Sunday, June 19, 2016

"A Hero of Repentance" (Luke 19:1-10)


Zacchaeus was a “chief” tax collector and “rich”, so, we are being led to think, this would the last person to be interested in Jesus. Zacchaeus was regarded as a traitor (to the Jews), having sold out to be a public servant of the Romans. He was known (and hated) for extracting as much tax as possible from the people, profiting from whatever extra he could gain over-and-above what the Roman government required.

People could have seen Zacchaeus as well and truly hardened, in the face of the rejection he had become used to. To the contrary though, Zacchaeus was “trying to see who Jesus was”; indicating that he was a (spiritual) seeker – in turn indicating that he may actually have been uncomfortable in his skin, and uncomfortable with the way he was conducting his life. He may have been sick of the rejection and isolation. Maybe, despite his wealth, he felt empty inside. Maybe Zacchaeus had heard certain things about Jesus that interested him? Could this Jesus address his need? Maybe he heard about Levi/Matthew – a tax collector who had previously become a devoted disciple?

What does all this suggest??? There may be spiritual seekers in the most unlikely of places. Don’t let’s write anyone off, or see anyone beyond the grasp of God’s grace. Also, some people are not far off the Kingdom of God … maybe just needing to let go of one thing … to make sufficient space for God. People may be more interested than we think, or more discontented than they appear; and they may respond more readily (if given a clear enough presentation). We know that God is reaching out far and wide!
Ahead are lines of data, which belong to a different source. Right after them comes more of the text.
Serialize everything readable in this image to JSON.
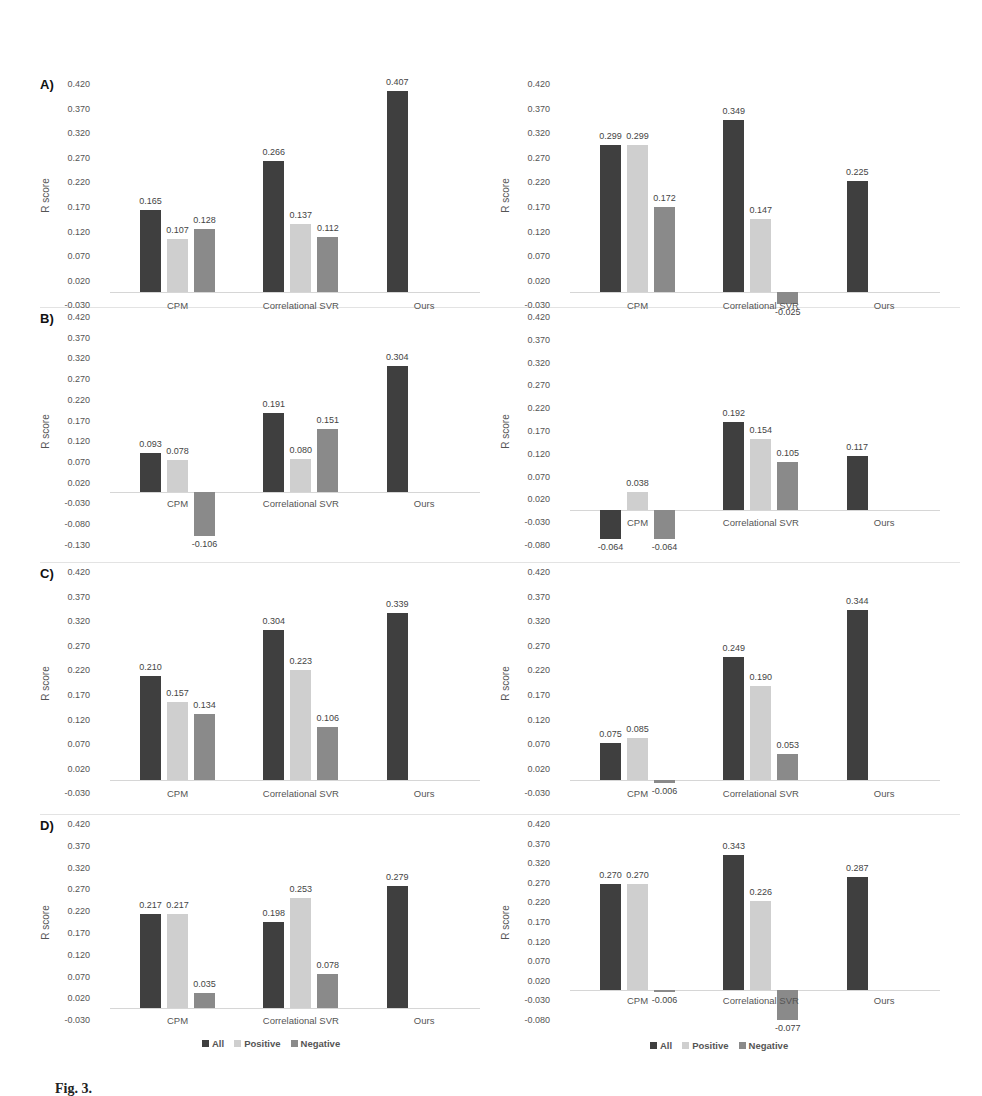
{
  "chart_data": [
    {
      "type": "bar",
      "panel": "A)",
      "side": "left",
      "categories": [
        "CPM",
        "Correlational SVR",
        "Ours"
      ],
      "series": [
        {
          "name": "All",
          "values": [
            0.165,
            0.266,
            0.407
          ]
        },
        {
          "name": "Positive",
          "values": [
            0.107,
            0.137,
            null
          ]
        },
        {
          "name": "Negative",
          "values": [
            0.128,
            0.112,
            null
          ]
        }
      ],
      "ylabel": "R score",
      "yticks": [
        "0.420",
        "0.370",
        "0.320",
        "0.270",
        "0.220",
        "0.170",
        "0.120",
        "0.070",
        "0.020",
        "-0.030"
      ],
      "ylim": [
        -0.03,
        0.42
      ]
    },
    {
      "type": "bar",
      "panel": "",
      "side": "right",
      "categories": [
        "CPM",
        "Correlational SVR",
        "Ours"
      ],
      "series": [
        {
          "name": "All",
          "values": [
            0.299,
            0.349,
            0.225
          ]
        },
        {
          "name": "Positive",
          "values": [
            0.299,
            0.147,
            null
          ]
        },
        {
          "name": "Negative",
          "values": [
            0.172,
            -0.025,
            null
          ]
        }
      ],
      "ylabel": "R score",
      "yticks": [
        "0.420",
        "0.370",
        "0.320",
        "0.270",
        "0.220",
        "0.170",
        "0.120",
        "0.070",
        "0.020",
        "-0.030"
      ],
      "ylim": [
        -0.03,
        0.42
      ]
    },
    {
      "type": "bar",
      "panel": "B)",
      "side": "left",
      "categories": [
        "CPM",
        "Correlational SVR",
        "Ours"
      ],
      "series": [
        {
          "name": "All",
          "values": [
            0.093,
            0.191,
            0.304
          ]
        },
        {
          "name": "Positive",
          "values": [
            0.078,
            0.08,
            null
          ]
        },
        {
          "name": "Negative",
          "values": [
            -0.106,
            0.151,
            null
          ]
        }
      ],
      "ylabel": "R score",
      "yticks": [
        "0.420",
        "0.370",
        "0.320",
        "0.270",
        "0.220",
        "0.170",
        "0.120",
        "0.070",
        "0.020",
        "-0.030",
        "-0.080",
        "-0.130"
      ],
      "ylim": [
        -0.13,
        0.42
      ]
    },
    {
      "type": "bar",
      "panel": "",
      "side": "right",
      "categories": [
        "CPM",
        "Correlational SVR",
        "Ours"
      ],
      "series": [
        {
          "name": "All",
          "values": [
            -0.064,
            0.192,
            0.117
          ]
        },
        {
          "name": "Positive",
          "values": [
            0.038,
            0.154,
            null
          ]
        },
        {
          "name": "Negative",
          "values": [
            -0.064,
            0.105,
            null
          ]
        }
      ],
      "ylabel": "R score",
      "yticks": [
        "0.420",
        "0.370",
        "0.320",
        "0.270",
        "0.220",
        "0.170",
        "0.120",
        "0.070",
        "0.020",
        "-0.030",
        "-0.080"
      ],
      "ylim": [
        -0.08,
        0.42
      ]
    },
    {
      "type": "bar",
      "panel": "C)",
      "side": "left",
      "categories": [
        "CPM",
        "Correlational SVR",
        "Ours"
      ],
      "series": [
        {
          "name": "All",
          "values": [
            0.21,
            0.304,
            0.339
          ]
        },
        {
          "name": "Positive",
          "values": [
            0.157,
            0.223,
            null
          ]
        },
        {
          "name": "Negative",
          "values": [
            0.134,
            0.106,
            null
          ]
        }
      ],
      "ylabel": "R score",
      "yticks": [
        "0.420",
        "0.370",
        "0.320",
        "0.270",
        "0.220",
        "0.170",
        "0.120",
        "0.070",
        "0.020",
        "-0.030"
      ],
      "ylim": [
        -0.03,
        0.42
      ]
    },
    {
      "type": "bar",
      "panel": "",
      "side": "right",
      "categories": [
        "CPM",
        "Correlational SVR",
        "Ours"
      ],
      "series": [
        {
          "name": "All",
          "values": [
            0.075,
            0.249,
            0.344
          ]
        },
        {
          "name": "Positive",
          "values": [
            0.085,
            0.19,
            null
          ]
        },
        {
          "name": "Negative",
          "values": [
            -0.006,
            0.053,
            null
          ]
        }
      ],
      "ylabel": "R score",
      "yticks": [
        "0.420",
        "0.370",
        "0.320",
        "0.270",
        "0.220",
        "0.170",
        "0.120",
        "0.070",
        "0.020",
        "-0.030"
      ],
      "ylim": [
        -0.03,
        0.42
      ]
    },
    {
      "type": "bar",
      "panel": "D)",
      "side": "left",
      "categories": [
        "CPM",
        "Correlational SVR",
        "Ours"
      ],
      "series": [
        {
          "name": "All",
          "values": [
            0.217,
            0.198,
            0.279
          ]
        },
        {
          "name": "Positive",
          "values": [
            0.217,
            0.253,
            null
          ]
        },
        {
          "name": "Negative",
          "values": [
            0.035,
            0.078,
            null
          ]
        }
      ],
      "ylabel": "R score",
      "yticks": [
        "0.420",
        "0.370",
        "0.320",
        "0.270",
        "0.220",
        "0.170",
        "0.120",
        "0.070",
        "0.020",
        "-0.030"
      ],
      "ylim": [
        -0.03,
        0.42
      ],
      "legend": [
        "All",
        "Positive",
        "Negative"
      ]
    },
    {
      "type": "bar",
      "panel": "",
      "side": "right",
      "categories": [
        "CPM",
        "Correlational SVR",
        "Ours"
      ],
      "series": [
        {
          "name": "All",
          "values": [
            0.27,
            0.343,
            0.287
          ]
        },
        {
          "name": "Positive",
          "values": [
            0.27,
            0.226,
            null
          ]
        },
        {
          "name": "Negative",
          "values": [
            -0.006,
            -0.077,
            null
          ]
        }
      ],
      "ylabel": "R score",
      "yticks": [
        "0.420",
        "0.370",
        "0.320",
        "0.270",
        "0.220",
        "0.170",
        "0.120",
        "0.070",
        "0.020",
        "-0.030",
        "-0.080"
      ],
      "ylim": [
        -0.08,
        0.42
      ],
      "legend": [
        "All",
        "Positive",
        "Negative"
      ]
    }
  ],
  "legend": {
    "items": [
      {
        "label": "All",
        "color": "#3f3f3f"
      },
      {
        "label": "Positive",
        "color": "#cfcfcf"
      },
      {
        "label": "Negative",
        "color": "#8a8a8a"
      }
    ]
  },
  "caption": {
    "text": "Fig. 3."
  }
}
2.     A Committed Attitude (v.3-4)

Let’s think for a moment about ourselves. Sometimes we might let … what we might see as our limitations or deficiencies … get in the way of chasing down Jesus or responding to Jesus’ call on our life. Not so Zacchaeus! He didn’t let … how other people viewed him, his lack of height [not as short as Ne-hi-miah], or that Jesus was already being mobbed … get in the way of his search and his goal. Sometimes we can make all sorts of excuses, rather than taking every opportunity to embrace Jesus, learn from him, truly become his follower, and get about making other disciples for Jesus. Zacchaeus sought the best vantage point, and clambered up a sturdy sycamore tree.
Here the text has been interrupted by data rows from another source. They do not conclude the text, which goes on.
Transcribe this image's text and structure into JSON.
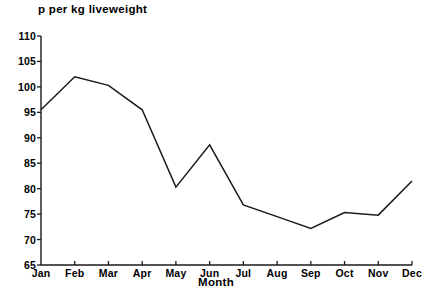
{
  "chart_data": {
    "type": "line",
    "title": "p per kg liveweight",
    "xlabel": "Month",
    "ylabel": "",
    "categories": [
      "Jan",
      "Feb",
      "Mar",
      "Apr",
      "May",
      "Jun",
      "Jul",
      "Aug",
      "Sep",
      "Oct",
      "Nov",
      "Dec"
    ],
    "values": [
      95.5,
      102.0,
      100.3,
      95.5,
      80.3,
      88.6,
      76.8,
      74.5,
      72.2,
      75.3,
      74.8,
      81.5
    ],
    "series": [
      {
        "name": "p per kg liveweight",
        "values": [
          95.5,
          102.0,
          100.3,
          95.5,
          80.3,
          88.6,
          76.8,
          74.5,
          72.2,
          75.3,
          74.8,
          81.5
        ]
      }
    ],
    "ylim": [
      65,
      110
    ],
    "yticks": [
      65,
      70,
      75,
      80,
      85,
      90,
      95,
      100,
      105,
      110
    ],
    "ytick_labels": [
      "65",
      "70",
      "75",
      "80",
      "85",
      "90",
      "95",
      "100",
      "105",
      "110"
    ],
    "xtick_labels": [
      "Jan",
      "Feb",
      "Mar",
      "Apr",
      "May",
      "Jun",
      "Jul",
      "Aug",
      "Sep",
      "Oct",
      "Nov",
      "Dec"
    ],
    "grid": false,
    "legend": false,
    "legend_position": "none",
    "line_color": "#1a1a1a",
    "axis_color": "#1a1a1a",
    "background_color": "#ffffff"
  }
}
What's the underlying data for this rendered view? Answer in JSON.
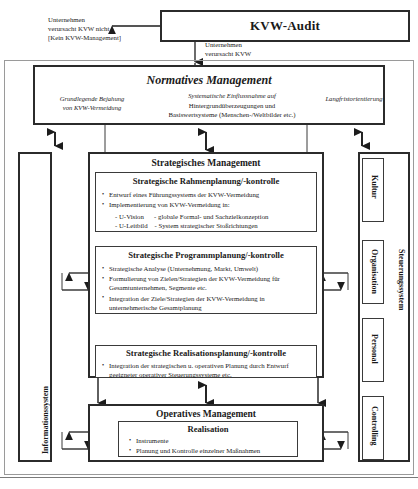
{
  "diagram": {
    "audit": {
      "title": "KVW-Audit"
    },
    "labels": {
      "left_branch_line1": "Unternehmen",
      "left_branch_line2": " verursacht KVW nicht",
      "left_branch_line3": "[Kein KVW-Management]",
      "down_branch_line1": "Unternehmen",
      "down_branch_line2": " verursacht KVW"
    },
    "normative": {
      "title": "Normatives Management",
      "left_line1": "Grundlegende Bejahung",
      "left_line2": "von KVW-Vermeidung",
      "center_line1": "Systematische Einflussnahme auf",
      "center_line2": "Hintergrundüberzeugungen und",
      "center_line3": "Basiswertsysteme (Menschen-/Weltbilder etc.)",
      "right_line1": "Langfristorientierung"
    },
    "strategic": {
      "title": "Strategisches Management",
      "blocks": [
        {
          "heading": "Strategische Rahmenplanung/-kontrolle",
          "bullets": [
            "Entwurf eines Führungssystems der KVW-Vermeidung",
            "Implementierung von KVW-Vermeidung in:"
          ],
          "sub": [
            "- U-Vision      - globale Formal- und Sachzielkonzeption",
            "- U-Leitbild    - System strategischer Stoßrichtungen"
          ]
        },
        {
          "heading": "Strategische Programmplanung/-kontrolle",
          "bullets": [
            "Strategische Analyse (Unternehmung, Markt, Umwelt)",
            "Formulierung von Zielen/Strategien der KVW-Vermeidung für Gesamtunternehmen, Segmente etc.",
            "Integration der Ziele/Strategien der KVW-Vermeidung in unternehmerische Gesamtplanung"
          ],
          "sub": []
        },
        {
          "heading": "Strategische Realisationsplanung/-kontrolle",
          "bullets": [
            "Integration der strategischen u. operativen Planung durch Entwurf geeigneter operativer Steuerungssysteme etc."
          ],
          "sub": []
        }
      ]
    },
    "operative": {
      "title": "Operatives Management",
      "block": {
        "heading": "Realisation",
        "bullets": [
          "Instrumente",
          "Planung und Kontrolle einzelner Maßnahmen"
        ]
      }
    },
    "left_system": {
      "label": "Informationssystem"
    },
    "right_system": {
      "label": "Steuerungssystem",
      "items": [
        {
          "label": "Kultur"
        },
        {
          "label": "Organisation"
        },
        {
          "label": "Personal"
        },
        {
          "label": "Controlling"
        }
      ]
    },
    "colors": {
      "stroke": "#2b2b2b",
      "thin_stroke": "#3a3a3a",
      "background": "#ffffff"
    }
  }
}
Jesus would notice someone as inquisitive as this! When Jesus later called out to Zacchaeus (v.5), “Zacchaeus hurried down, and was happy to welcome Jesus” (v.6). Actually it’s a wonder that Zacchaeus didn’t fall right out of the tree when Jesus called out to him! He was just trying to get a look at Jesus, and maybe listen to what he was saying, but then … Jesus called out to him by name! We might also consider that God had been preparing Zacchaeus for quite a while for this encounter. Which raises the thought process about who God might already be preparing for an encounter with Jesus right now … through us?!?

3.     A Hospitable God (v.5, 7)

Jesus went about engaging with him in the most, culturally speaking, intimate and friendly way – he arranged to eat with him and stay at his house. We should note that Jesus interrupted his journey, and his travel plans for the day, to spend time in Zach’s home. This despite the guy being the “chief” of sinners – a traitorous thief and oppressor of the poor. Jesus was actually now going to share life with Zacchaeus.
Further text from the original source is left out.